Initializing... drag & drop files here
Supports: ODG
An ODG is an OpenDocument Graphic — an editable vector drawing of shapes, lines, and text from LibreOffice Draw or Apache OpenOffice Draw. This converter rasterizes that drawing into a GIF image: it renders the vector page to a fixed grid of pixels and maps the result onto a palette of up to 256 colors. Because ODG files usually hold flat-color diagrams and flowcharts, they tend to fit GIF's limited palette well — but the shapes stop being editable once flattened, so pick your output size before you convert.
| Property | ODG (input) | GIF (output) |
|---|---|---|
| Graphics model | Vector — resolution-independent shapes | Raster — a fixed grid of pixels |
| Standard | OASIS OpenDocument; ISO/IEC 26300:2006 | GIF89a specification (1990), by CompuServe |
| Colors | Full color, no palette limit | Up to 256 per image (8-bit indexed) |
| Editable after | Yes — move and reshape objects | No — flattened to pixels |
| Transparency | Vector canvas, optional | 1-bit (a pixel is on or off, no soft edges) |
| Compression | ZIP-packed XML | LZW, lossless within the 256-color palette |
| Multiple pages | One file holds many drawing pages | One GIF per page, bundled as a ZIP |
| Best for | Editable flowcharts, diagrams, posters | Sharing a flat-color diagram as one small image |
It depends on the drawing. ODG files are usually flowcharts and diagrams built from flat fills and solid lines, and that content fits GIF's 256-color palette cleanly — the output looks identical to the source. The format struggles only with smooth gradients and photographic fills, which can show visible banding when squeezed into 256 colors. If your drawing leans on gradients or soft shadows, enable "By Color Reduction + Dither" to scatter the banding, or convert to PNG instead, which keeps full color.
ODG stores each shape, line, and text box as a separate editable object; GIF stores a single flattened grid of pixels. Rasterizing bakes everything into that grid, so afterward you cannot move a box or re-type a label — you would edit the original .odg and convert again. Keep your source file, and if you need an output that stays editable and scalable, convert to SVG, which preserves the vector shapes.

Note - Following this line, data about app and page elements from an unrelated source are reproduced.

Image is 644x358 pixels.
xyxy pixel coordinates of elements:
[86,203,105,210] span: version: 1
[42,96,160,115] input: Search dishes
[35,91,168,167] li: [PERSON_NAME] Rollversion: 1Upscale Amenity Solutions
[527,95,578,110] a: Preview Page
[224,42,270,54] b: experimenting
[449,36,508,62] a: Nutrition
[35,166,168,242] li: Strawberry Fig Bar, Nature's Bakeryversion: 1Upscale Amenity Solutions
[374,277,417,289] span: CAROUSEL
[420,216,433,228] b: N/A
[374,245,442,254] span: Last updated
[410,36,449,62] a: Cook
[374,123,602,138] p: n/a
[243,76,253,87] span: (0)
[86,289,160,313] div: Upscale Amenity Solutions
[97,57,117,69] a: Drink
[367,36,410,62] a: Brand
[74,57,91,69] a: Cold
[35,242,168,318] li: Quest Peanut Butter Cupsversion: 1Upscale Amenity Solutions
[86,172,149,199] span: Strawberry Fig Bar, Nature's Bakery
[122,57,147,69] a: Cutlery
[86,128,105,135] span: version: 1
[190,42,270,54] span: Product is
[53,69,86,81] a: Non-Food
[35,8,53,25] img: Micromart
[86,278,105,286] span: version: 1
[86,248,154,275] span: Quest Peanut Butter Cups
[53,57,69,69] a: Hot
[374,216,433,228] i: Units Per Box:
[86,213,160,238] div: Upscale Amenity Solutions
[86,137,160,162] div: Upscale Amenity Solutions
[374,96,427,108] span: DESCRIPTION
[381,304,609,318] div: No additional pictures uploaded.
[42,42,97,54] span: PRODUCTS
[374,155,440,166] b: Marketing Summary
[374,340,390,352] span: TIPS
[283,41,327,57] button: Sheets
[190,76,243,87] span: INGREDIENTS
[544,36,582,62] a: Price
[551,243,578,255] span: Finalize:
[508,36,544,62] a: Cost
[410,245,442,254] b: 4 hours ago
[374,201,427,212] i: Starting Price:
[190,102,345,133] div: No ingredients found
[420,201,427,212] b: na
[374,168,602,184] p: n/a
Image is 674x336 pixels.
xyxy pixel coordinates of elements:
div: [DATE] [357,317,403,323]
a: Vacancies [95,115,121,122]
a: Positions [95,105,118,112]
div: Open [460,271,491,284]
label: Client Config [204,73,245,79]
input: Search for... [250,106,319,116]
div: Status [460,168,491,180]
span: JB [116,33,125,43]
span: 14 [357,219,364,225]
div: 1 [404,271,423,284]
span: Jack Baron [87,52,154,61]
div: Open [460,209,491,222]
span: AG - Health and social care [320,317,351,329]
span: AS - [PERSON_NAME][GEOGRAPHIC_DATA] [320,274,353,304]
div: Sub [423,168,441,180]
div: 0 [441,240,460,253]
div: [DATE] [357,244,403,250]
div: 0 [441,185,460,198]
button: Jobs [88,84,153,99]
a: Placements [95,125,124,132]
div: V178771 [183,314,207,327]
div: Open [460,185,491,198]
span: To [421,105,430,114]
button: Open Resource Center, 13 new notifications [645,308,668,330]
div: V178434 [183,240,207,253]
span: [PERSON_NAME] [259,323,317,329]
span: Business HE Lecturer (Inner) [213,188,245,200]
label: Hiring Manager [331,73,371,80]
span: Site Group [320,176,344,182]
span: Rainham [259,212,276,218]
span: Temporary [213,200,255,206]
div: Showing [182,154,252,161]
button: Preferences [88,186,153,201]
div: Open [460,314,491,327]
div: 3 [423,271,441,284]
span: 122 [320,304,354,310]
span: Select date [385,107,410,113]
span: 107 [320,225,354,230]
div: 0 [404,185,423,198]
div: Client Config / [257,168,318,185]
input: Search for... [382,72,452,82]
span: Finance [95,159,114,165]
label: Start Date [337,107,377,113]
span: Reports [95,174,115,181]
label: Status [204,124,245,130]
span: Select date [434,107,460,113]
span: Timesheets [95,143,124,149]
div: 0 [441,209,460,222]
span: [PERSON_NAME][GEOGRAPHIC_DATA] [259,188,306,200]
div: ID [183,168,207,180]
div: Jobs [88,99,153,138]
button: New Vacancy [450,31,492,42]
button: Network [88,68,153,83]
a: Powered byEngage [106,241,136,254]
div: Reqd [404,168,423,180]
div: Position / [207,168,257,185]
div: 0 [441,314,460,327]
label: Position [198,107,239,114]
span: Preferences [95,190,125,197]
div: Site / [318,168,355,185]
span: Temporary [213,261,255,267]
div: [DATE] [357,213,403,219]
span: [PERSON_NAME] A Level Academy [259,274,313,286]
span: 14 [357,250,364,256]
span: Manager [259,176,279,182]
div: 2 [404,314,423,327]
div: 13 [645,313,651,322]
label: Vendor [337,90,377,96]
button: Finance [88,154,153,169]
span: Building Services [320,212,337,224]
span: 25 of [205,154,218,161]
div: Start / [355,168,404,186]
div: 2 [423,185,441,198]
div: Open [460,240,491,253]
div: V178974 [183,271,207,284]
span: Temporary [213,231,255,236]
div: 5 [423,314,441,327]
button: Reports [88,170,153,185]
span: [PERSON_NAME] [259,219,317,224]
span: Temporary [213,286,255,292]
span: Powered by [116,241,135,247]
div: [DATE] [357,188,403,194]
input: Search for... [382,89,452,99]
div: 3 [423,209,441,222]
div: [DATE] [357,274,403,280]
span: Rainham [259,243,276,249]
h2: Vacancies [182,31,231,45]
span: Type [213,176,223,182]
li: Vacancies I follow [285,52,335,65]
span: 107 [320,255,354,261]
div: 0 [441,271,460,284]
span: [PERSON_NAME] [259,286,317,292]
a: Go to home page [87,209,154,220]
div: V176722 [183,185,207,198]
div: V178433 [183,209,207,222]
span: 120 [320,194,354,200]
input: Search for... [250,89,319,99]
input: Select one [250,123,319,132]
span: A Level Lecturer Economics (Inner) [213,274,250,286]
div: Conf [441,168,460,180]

No. This converter produces a static image, not an animation, and a raster image holds one picture — so a multi-page ODG renders one GIF per page. When more than one image results, they are bundled together in a ZIP archive for download rather than stitched into a single multi-page or animated file. If you want every page in one document, convert to PDF instead.
GIF is resolution-dependent: it contains only as many pixels as were rendered at conversion time. Enlarging past that size interpolates pixels and softens the crisp lines a vector drawing started with. Render at a higher resolution before converting using the "Image resolution" presets, or — for a diagram that must stay sharp at any zoom — use the vector SVG output, which scales without quality loss.
For a static diagram, PNG is usually the stronger choice: it carries full color, renders hard edges and flat fills cleanly, supports smooth (alpha) transparency, and opens everywhere. GIF earns its place when you specifically want a small, widely embeddable file for a simple flat-color graphic, or when something downstream expects a GIF. In our testing, a single-page A4 flowchart with a handful of fill colors produced a GIF a little smaller than the equivalent PNG with no visible difference; a gradient-heavy poster looked noticeably better as PNG.
Files are uploaded over an encrypted connection, processed on our servers, and deleted automatically a few hours after conversion. There is no sign-up, no watermark, and files are never shared or made public.